When it’s time for work, Catherine R. Judd, MS, PA-C, goes to jail. Marybeth Floyd, FNP, BC, heads to prison, and so do Kim Dotson, PA-C, and Linda Gruenwald, ARNP. These clinicians are among the many who work in a correctional facility, providing health care to an incarcerated population—many of whom might not have readily accessed such services “outside.”
While correctional facilities vary in their set-up and security level, most practitioners agree that working in these settings has given them opportunities they would not have had in primary care.
“Our patients present very unique challenges, but working in this environment has made me a stronger clinician,” says Dotson, who has worked for the Washington Department of Corrections at Airway Heights Correction Center for seven years. “I see things in prison that I could go a whole career and never see outside that population.”
READY FOR ANYTHING
Much like the general population, the inmate population in the United States has a significant amount of chronic illness—everything from hypertension, hyperlipidemia, diabetes, and hypothyroidism, to HIV and hepatitis C. There are patients with renal insufficiency and kidney disease that requires dialysis. There are mental and behavioral health issues, gastroenterology complaints, and dermatologic disorders.
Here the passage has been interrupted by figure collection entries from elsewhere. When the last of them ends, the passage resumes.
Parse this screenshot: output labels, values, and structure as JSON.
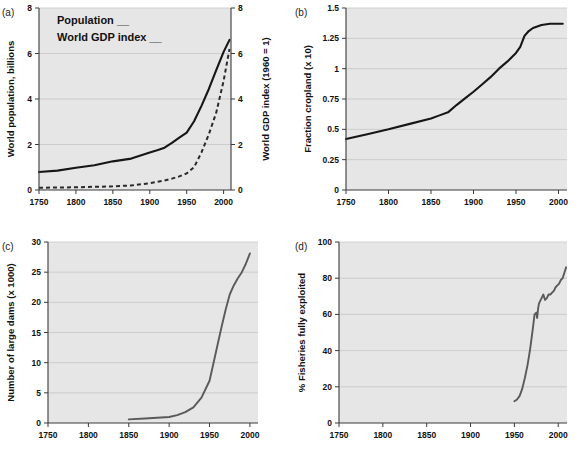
{
  "figure": {
    "panel_labels": {
      "a": "(a)",
      "b": "(b)",
      "c": "(c)",
      "d": "(d)"
    }
  },
  "chart_data": [
    {
      "id": "a",
      "type": "line",
      "panel_label": "(a)",
      "title": "",
      "xlabel": "",
      "ylabel": "World population, billions",
      "y2label": "World GDP index (1960 = 1)",
      "xlim": [
        1750,
        2010
      ],
      "ylim": [
        0,
        8
      ],
      "y2lim": [
        0,
        8
      ],
      "xticks": [
        1750,
        1800,
        1850,
        1900,
        1950,
        2000
      ],
      "xticklabels": [
        "1750",
        "1800",
        "1850",
        "1900",
        "1950",
        "2000"
      ],
      "yticks": [
        0,
        2,
        4,
        6,
        8
      ],
      "yticklabels": [
        "0",
        "2",
        "4",
        "6",
        "8"
      ],
      "y2ticks": [
        0,
        2,
        4,
        6,
        8
      ],
      "y2ticklabels": [
        "0",
        "2",
        "4",
        "6",
        "8"
      ],
      "grid": true,
      "legend_position": "top-left",
      "legend": [
        {
          "name": "Population",
          "label": "Population __",
          "style": "solid",
          "color": "#161616"
        },
        {
          "name": "World GDP index",
          "label": "World GDP index __",
          "style": "dashed",
          "color": "#2a2a2a"
        }
      ],
      "series": [
        {
          "name": "Population",
          "style": "solid",
          "axis": "left",
          "x": [
            1750,
            1775,
            1800,
            1825,
            1850,
            1875,
            1900,
            1910,
            1920,
            1930,
            1940,
            1950,
            1960,
            1970,
            1980,
            1990,
            2000,
            2008
          ],
          "values": [
            0.79,
            0.85,
            0.98,
            1.09,
            1.26,
            1.38,
            1.65,
            1.75,
            1.86,
            2.07,
            2.3,
            2.52,
            3.02,
            3.7,
            4.44,
            5.27,
            6.07,
            6.6
          ]
        },
        {
          "name": "World GDP index",
          "style": "dashed",
          "axis": "right",
          "x": [
            1750,
            1800,
            1850,
            1875,
            1900,
            1920,
            1930,
            1940,
            1950,
            1960,
            1970,
            1980,
            1990,
            2000,
            2008
          ],
          "values": [
            0.1,
            0.12,
            0.16,
            0.2,
            0.3,
            0.42,
            0.5,
            0.6,
            0.73,
            1.0,
            1.65,
            2.45,
            3.4,
            4.8,
            6.2
          ]
        }
      ]
    },
    {
      "id": "b",
      "type": "line",
      "panel_label": "(b)",
      "title": "",
      "xlabel": "",
      "ylabel": "Fraction cropland (x 10)",
      "xlim": [
        1750,
        2010
      ],
      "ylim": [
        0,
        1.5
      ],
      "xticks": [
        1750,
        1800,
        1850,
        1900,
        1950,
        2000
      ],
      "xticklabels": [
        "1750",
        "1800",
        "1850",
        "1900",
        "1950",
        "2000"
      ],
      "yticks": [
        0,
        0.25,
        0.5,
        0.75,
        1,
        1.25,
        1.5
      ],
      "yticklabels": [
        "0",
        "0.25",
        "0.5",
        "0.75",
        "1",
        "1.25",
        "1.5"
      ],
      "grid": true,
      "series": [
        {
          "name": "Fraction cropland",
          "style": "solid",
          "axis": "left",
          "x": [
            1750,
            1775,
            1800,
            1825,
            1850,
            1860,
            1870,
            1880,
            1890,
            1900,
            1910,
            1920,
            1930,
            1940,
            1950,
            1955,
            1960,
            1965,
            1970,
            1980,
            1990,
            2000,
            2005
          ],
          "values": [
            0.42,
            0.46,
            0.5,
            0.545,
            0.59,
            0.615,
            0.64,
            0.7,
            0.755,
            0.81,
            0.87,
            0.93,
            1.0,
            1.06,
            1.13,
            1.18,
            1.27,
            1.31,
            1.335,
            1.36,
            1.37,
            1.37,
            1.37
          ]
        }
      ]
    },
    {
      "id": "c",
      "type": "line",
      "panel_label": "(c)",
      "title": "",
      "xlabel": "",
      "ylabel": "Number of large dams (x 1000)",
      "xlim": [
        1750,
        2010
      ],
      "ylim": [
        0,
        30
      ],
      "xticks": [
        1750,
        1800,
        1850,
        1900,
        1950,
        2000
      ],
      "xticklabels": [
        "1750",
        "1800",
        "1850",
        "1900",
        "1950",
        "2000"
      ],
      "yticks": [
        0,
        5,
        10,
        15,
        20,
        25,
        30
      ],
      "yticklabels": [
        "0",
        "5",
        "10",
        "15",
        "20",
        "25",
        "30"
      ],
      "grid": true,
      "series": [
        {
          "name": "Number of large dams",
          "style": "gray",
          "axis": "left",
          "x": [
            1850,
            1870,
            1890,
            1900,
            1910,
            1920,
            1930,
            1940,
            1950,
            1955,
            1960,
            1965,
            1970,
            1975,
            1980,
            1985,
            1990,
            1995,
            2000
          ],
          "values": [
            0.6,
            0.75,
            0.9,
            1.0,
            1.3,
            1.8,
            2.6,
            4.2,
            7.0,
            10.0,
            13.0,
            16.0,
            18.8,
            21.3,
            22.8,
            24.0,
            25.0,
            26.4,
            28.1
          ]
        }
      ]
    },
    {
      "id": "d",
      "type": "line",
      "panel_label": "(d)",
      "title": "",
      "xlabel": "",
      "ylabel": "% Fisheries fully exploited",
      "xlim": [
        1750,
        2010
      ],
      "ylim": [
        0,
        100
      ],
      "xticks": [
        1750,
        1800,
        1850,
        1900,
        1950,
        2000
      ],
      "xticklabels": [
        "1750",
        "1800",
        "1850",
        "1900",
        "1950",
        "2000"
      ],
      "yticks": [
        0,
        20,
        40,
        60,
        80,
        100
      ],
      "yticklabels": [
        "0",
        "20",
        "40",
        "60",
        "80",
        "100"
      ],
      "grid": true,
      "series": [
        {
          "name": "% Fisheries fully exploited",
          "style": "gray",
          "axis": "left",
          "x": [
            1950,
            1953,
            1956,
            1959,
            1962,
            1965,
            1968,
            1971,
            1973,
            1975,
            1976,
            1977,
            1978,
            1980,
            1982,
            1983,
            1985,
            1987,
            1989,
            1991,
            1993,
            1995,
            1997,
            1999,
            2001,
            2003,
            2005,
            2007,
            2009
          ],
          "values": [
            12,
            13,
            15,
            19,
            25,
            32,
            41,
            52,
            60,
            61,
            58,
            63,
            66,
            68,
            70,
            71,
            68,
            69,
            71,
            71,
            72,
            73,
            75,
            76,
            77,
            79,
            80,
            83,
            86
          ]
        }
      ]
    }
  ]
}
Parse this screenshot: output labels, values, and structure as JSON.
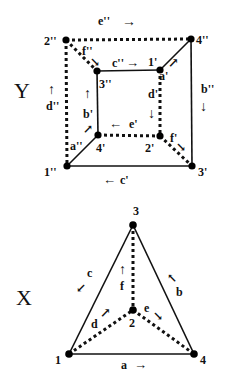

“What is unique about corrections is that if you were in the community as a family practice clinician, you would see things and then refer the patient to a specialist,” says Gruenwald, who has spent 10 years with the Oregon Department of Corrections at the Two Rivers Correctional Institution. “But in the DOC, you really get the opportunity to learn about these complicated disease processes, because you are expected to care for that patient.”
The available services vary by location, but most correctional facilities have what would be considered an outpatient clinic and an infirmary. The latter often functions in a nursing-home or assisted-living capacity, in addition to housing patients who require more acute care, such as IV antibiotics or wound care. Airway Heights Correction Center has a lab and x-ray services on site, although specimens are sent off-site for processing and films for radiologist review. At Two Rivers Correctional Institution, dental and optical services are available, as well as dialysis. The Dallas County Jail, where Judd has worked for eight years, also has a dialysis unit and a full-time obstetrician-gynecologist to provide women’s health care.
Judd herself works in mental health services, which provides care to about 1,500 inmates out of the approximate total population of 7,000. Her unit manages patients who, if they were in the community instead of in jail, might be hospitalized for major depression and/or suicidal tendencies, as well as persons with (possibly untreated) schizophrenia, bipolar disorder, and other psychiatric disorders.
“For many of the patients who come here, we are their only access to medication. We may be the only door that will open to them for mental health care, because if they come to jail, they’re going to receive care,” she says. “I would say the same for the medically ill—for many of the women, the only time they’re going to get a Pap smear or a pelvic exam is when they come to jail and get their Ob-Gyn services here.”
The volume of patients and the lack of access to care in the community (whether through circumstance or choice) results in a variety of ailments for correctional medicine clinicians to identify and address. “You get to see so much more pathology, things that when they teach you in school, they say, ‘Well, we’ll tell you about this, but you’ll never see it,” says Floyd, who is a Regional NP in Arkansas with Corizon Health, an organization that specializes in medical staffing for correctional facilities. “I see those things.”
Some of the more unusual diagnoses include Fournier’s syndrome and Henoch-Schönlein purpura. A patient with the latter condition was taken to an emergency department with gastrointestinal bleeding, at which time it was discovered that the disease had already started to damage his kidneys. When he was stabilized, he had to return to prison. In such cases, the medical/nursing staff on site needs to understand how to manage the condition.
“When that patient comes back to our facility, we have to do that follow-up care,” Gruenwald points out. “We have to determine how to monitor him, what medications he’s going to need—with the help of a specialist, of course.
“But when it comes right down to it, you are still the primary care provider and so you have to have some type of knowledge about the diagnosis and treatment.”